Anthropologists are hopeful they have discovered the remains of Alexander the Great’s father.
A new analysis of bones from a Macedonian tomb reveals a skeleton with a knee injury that matches some historical records of one sustained by Philip II.
But, as Live Science reports, not everyone is convinced and the findings have sparked a fresh debate over the identity of the skeleton.
“The knee is the clincher,” said Maria Liston, an anthropologist at the University of Waterloo, who was not involved in the new study, which is detailed today in the journal Proceedings of the National Academy of Sciences (PNAS).
But Theodore Antikas, a researcher at Aristotle University in Greece, rejects the discovery. “This publication in PNAS is incorrect,” he said.
Philip II was murdered in 336 BCE by one of his bodyguards, perhaps in an act of revenge.
Archaeologists uncovered the Macedonian tomb complex near Vergina in the 1970s but are uncertain to whom the three tombs on the site belong to, although one is widely accepted to belong to Alexander IV, Alexander the Great’s son.
The skeleton currently suspected to be that of Philip II is of a man in his 40s, about 180 centimetres tall. It is accompanied by the skeleton of a woman aged about 18 and a newborn baby.
The ages match historical records of Philip II, Cleopatra and their infant.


▶ _TASK PROMPT_
Could you please output only the lines from the one holding "Identify the location" through the end of the listing below, exactly as written and without pictures?

-- DATA FOR ANALYSIS follows --

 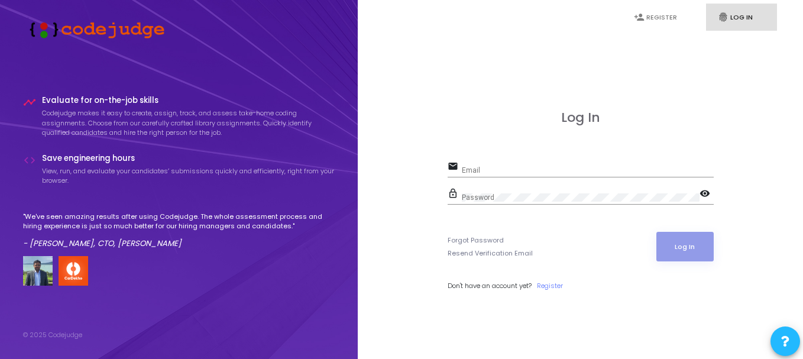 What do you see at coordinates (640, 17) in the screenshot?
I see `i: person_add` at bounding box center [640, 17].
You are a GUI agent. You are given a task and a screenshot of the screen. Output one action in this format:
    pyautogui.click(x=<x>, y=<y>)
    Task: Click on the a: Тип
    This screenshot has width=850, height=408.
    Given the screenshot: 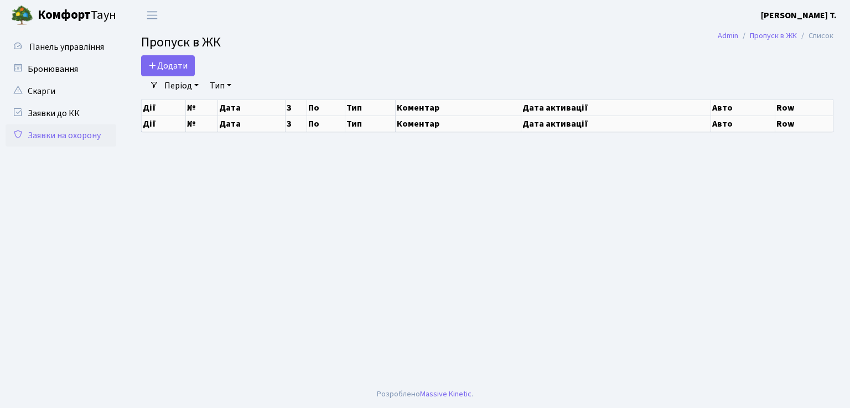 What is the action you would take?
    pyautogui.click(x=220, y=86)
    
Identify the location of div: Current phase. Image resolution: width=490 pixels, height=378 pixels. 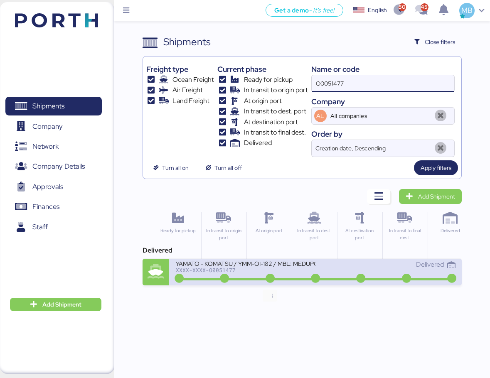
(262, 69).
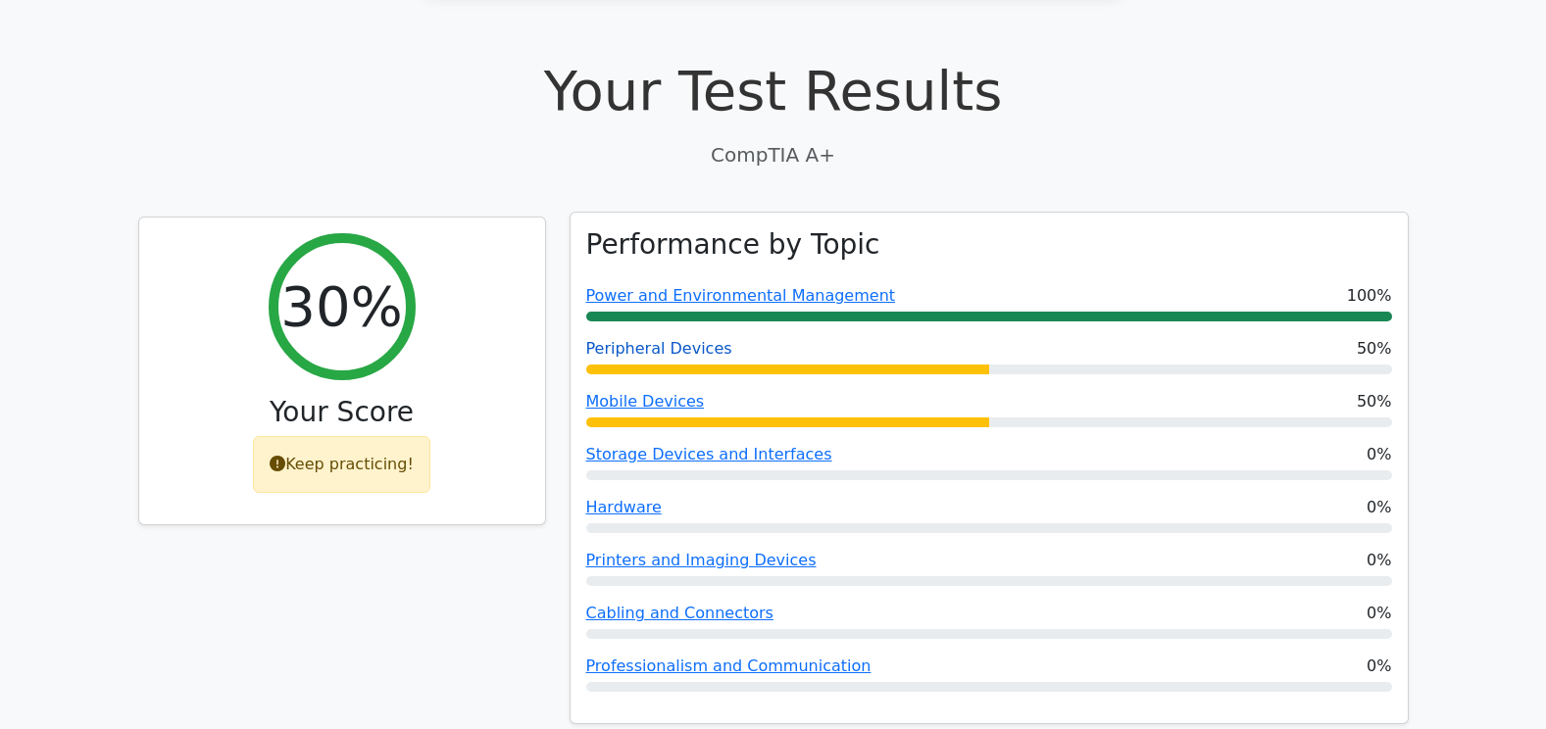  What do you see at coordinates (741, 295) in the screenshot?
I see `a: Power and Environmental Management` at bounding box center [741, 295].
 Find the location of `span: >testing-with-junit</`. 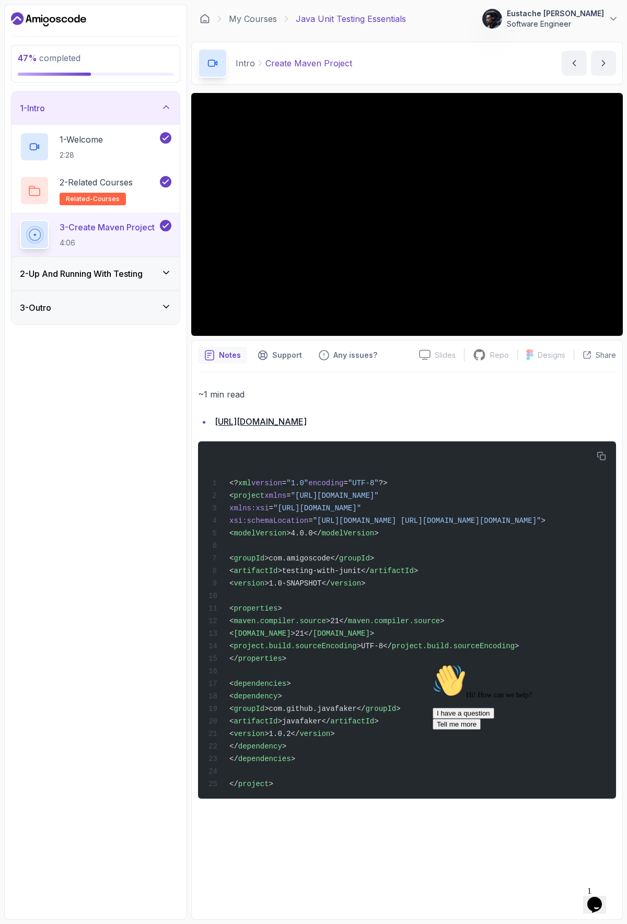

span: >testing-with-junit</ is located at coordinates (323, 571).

-- DATA FOR ANALYSIS concluded --

▶ _ANSWER BELOW_
Identify the location of div: Current phase. Image resolution: width=490 pixels, height=378 pixels. 
(262, 69).
  What do you see at coordinates (741, 295) in the screenshot?
I see `a: Power and Environmental Management` at bounding box center [741, 295].
 Find the location of `span: >testing-with-junit</`. 

span: >testing-with-junit</ is located at coordinates (323, 571).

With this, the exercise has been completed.